FOR a generation of African filmmakers who have had to chase financing from Los Angeles, London and Paris to tell their own stories, the ground just shifted decisively in their favour. Afreximbank, through its impact investment arm, the Fund for Export Development in Africa (FEDA), has named One Street Studios as Co-General Partner of the Pan-African Film Fund – a vehicle designed to mobilise up to US$1 billion for the continent’s film, television and immersive media industries.
The announcement, made in Cairo on 8 July 2026, is more than a financial transaction. It is a statement of intent: that African capital, marshalled by African institutions, will now stand behind African screens – funding the studios, the production infrastructure and the storytellers themselves, rather than leaving that role to financiers thousands of kilometres from the sets, sound stages and street corners where these stories are actually made.
A Fund Built for the Full Value Chain
Launched in May 2025 under Afreximbank’s Creative Africa Nexus (CANEX) programme, the Pan-African Film Fund was conceived to do what piecemeal financing never could: back the entire pipeline of African audiovisual production at scale. Under the new partnership, the Fund will deploy a blend of equity, quasi-equity and structured financing across content development and production, distribution, streaming and exhibition platforms, and the physical infrastructure – studios and post-production facilities — that the continent has long lacked.
Crucially, the Fund is designed to prioritise export-oriented projects with genuine global distribution potential, working alongside international studios, streaming platforms and distributors to build what its backers call a pipeline of “bankable opportunities.” This is not charity capital. It is a patient, strategic investment built to compete — and to win — on the world stage, while ensuring the value created flows back into African hands.
Bridging the Diaspora and the Continent
One Street Studios brings something distinctive to the partnership: a fully funded, integrated model that merges capital with creative vision — financing, developing and producing content from inception to screen, while deliberately bridging the African diaspora and the continent itself. Operating alongside JVL Media, the studio has built its reputation on backing bold stories and overlooked storytellers, uniting project financing, publishing and screen adaptation under a single roof.
That diaspora-continent bridge matters enormously for a Global South readership that has watched African stories travel the world through other people’s lenses for decades. It signals a maturing ecosystem in which African-American, Caribbean and continental African creative capital converge — pooling resources, networks and market access in service of narratives that originate, and remain owned, on African soil.
Part of a Bigger Continental Push
This announcement does not stand alone. It builds on Afreximbank’s broader CANEX strategy, which has already seen the Bank’s creative-industry finance window grow from an initial US$500 million commitment in 2020 to US$1 billion in 2022, and double again to US$2 billion for the coming three years — funding that spans film production facilities, music arenas, sports stadiums and fashion manufacturing hubs across the continent.
Taken together, these commitments represent one of the most concentrated infusions of investment Africa’s creative economy has ever seen, arriving at a moment when the sector’s fundamentals are only strengthening. With the continent’s population set to nearly double by 2050 and its share of the world’s young people growing accordingly, the audience — and the talent pool — for African storytelling is expanding just as the capital to back it finally arrives.
From Aid-Dependent to Investment-Ready
For decades, the dominant narrative around African creative industries was one of scarcity: talent abundant, capital scarce, infrastructure absent. Filmmakers frequently financed projects piecemeal, often ceding significant creative and commercial control to foreign backers simply to get a production off the ground. The Pan-African Film Fund and FEDA’s decision to co-anchor it with an African-diaspora-rooted studio represents a structural answer to that imbalance — treating African storytelling not as a cause to be supported, but as an asset class to be invested in.
Emmanuel Assiak, CEO of FEDA, framed the stakes in similarly ambitious terms, noting that African storytelling carries extraordinary cultural depth and universal relevance, and that the Fund is designed to let creators produce world-class content while connecting them to both global audiences and long-term investment capital.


## [Work request]
Two lines below mark the span: the one containing "has width=339, height=148." and the one containing "What do you". Set down both, plus every line between, exactly as they stand, and nothing else.

─── Available data

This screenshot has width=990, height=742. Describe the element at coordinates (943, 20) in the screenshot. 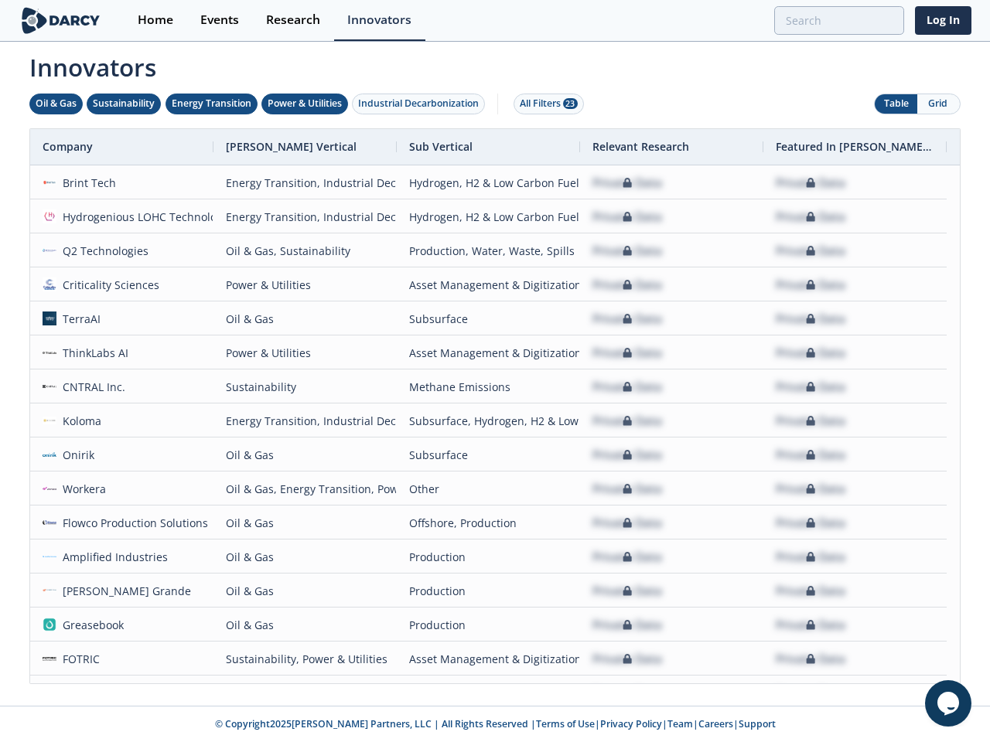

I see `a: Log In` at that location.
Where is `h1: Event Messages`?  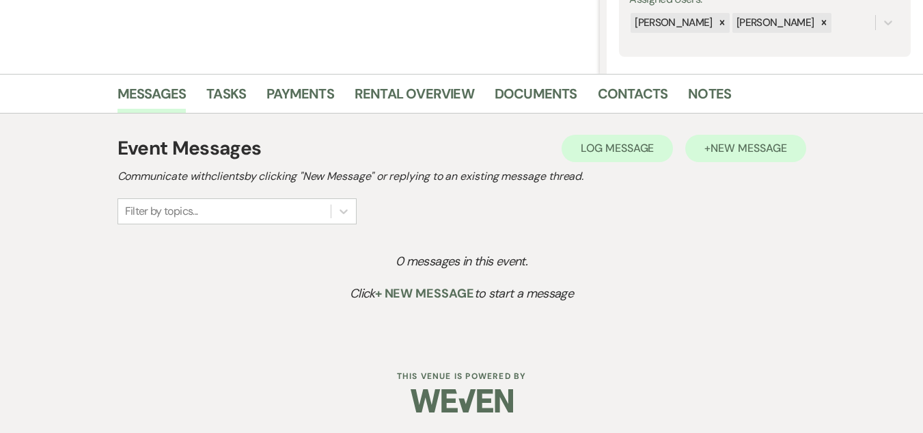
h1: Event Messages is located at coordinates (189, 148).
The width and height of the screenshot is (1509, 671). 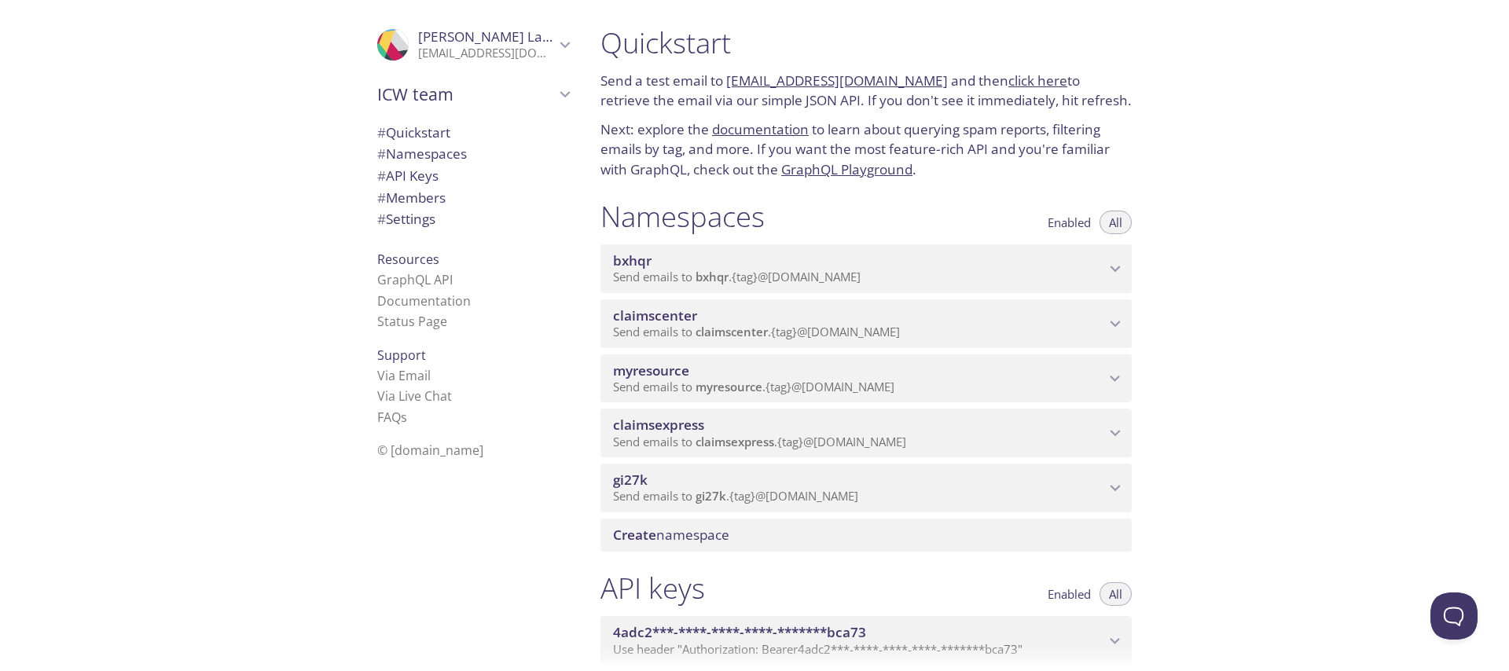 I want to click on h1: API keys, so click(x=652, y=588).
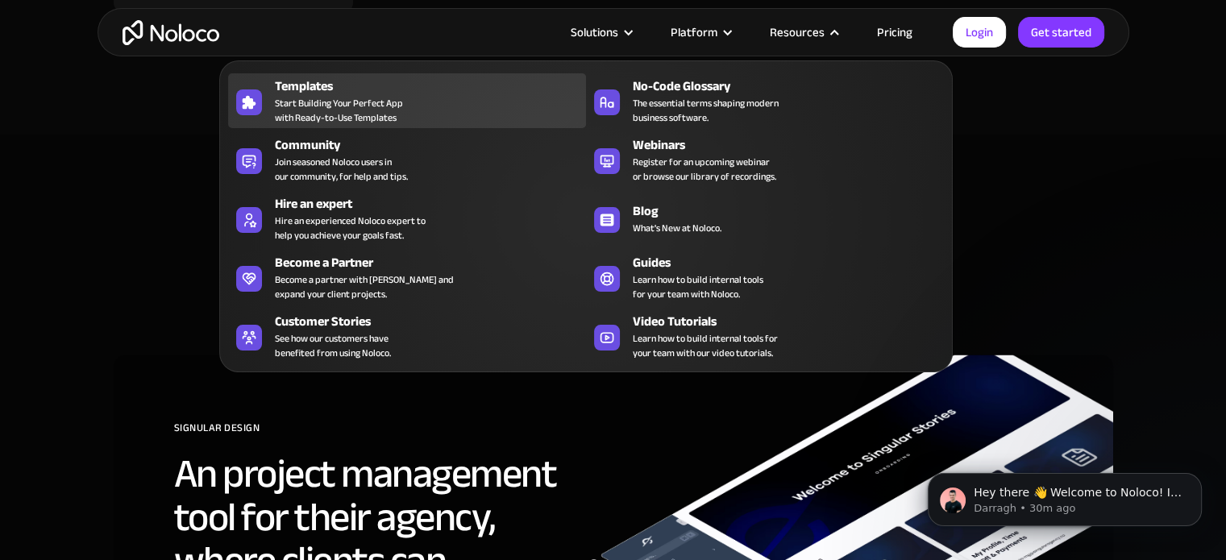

──────
─── Available data

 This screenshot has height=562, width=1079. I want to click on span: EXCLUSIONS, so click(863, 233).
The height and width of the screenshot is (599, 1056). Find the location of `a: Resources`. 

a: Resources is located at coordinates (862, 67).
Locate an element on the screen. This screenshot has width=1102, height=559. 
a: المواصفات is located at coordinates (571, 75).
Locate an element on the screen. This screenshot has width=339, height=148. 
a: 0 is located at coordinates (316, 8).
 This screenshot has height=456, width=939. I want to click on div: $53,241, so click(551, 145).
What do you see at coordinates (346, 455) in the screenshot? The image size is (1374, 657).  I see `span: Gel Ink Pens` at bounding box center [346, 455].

──────

## [Output of the exercise]
Locate an element on the screen. This screenshot has width=339, height=148. 
a: 0 is located at coordinates (316, 8).
 This screenshot has height=456, width=939. I want to click on div: $53,241, so click(551, 145).
What do you see at coordinates (346, 455) in the screenshot? The image size is (1374, 657).  I see `span: Gel Ink Pens` at bounding box center [346, 455].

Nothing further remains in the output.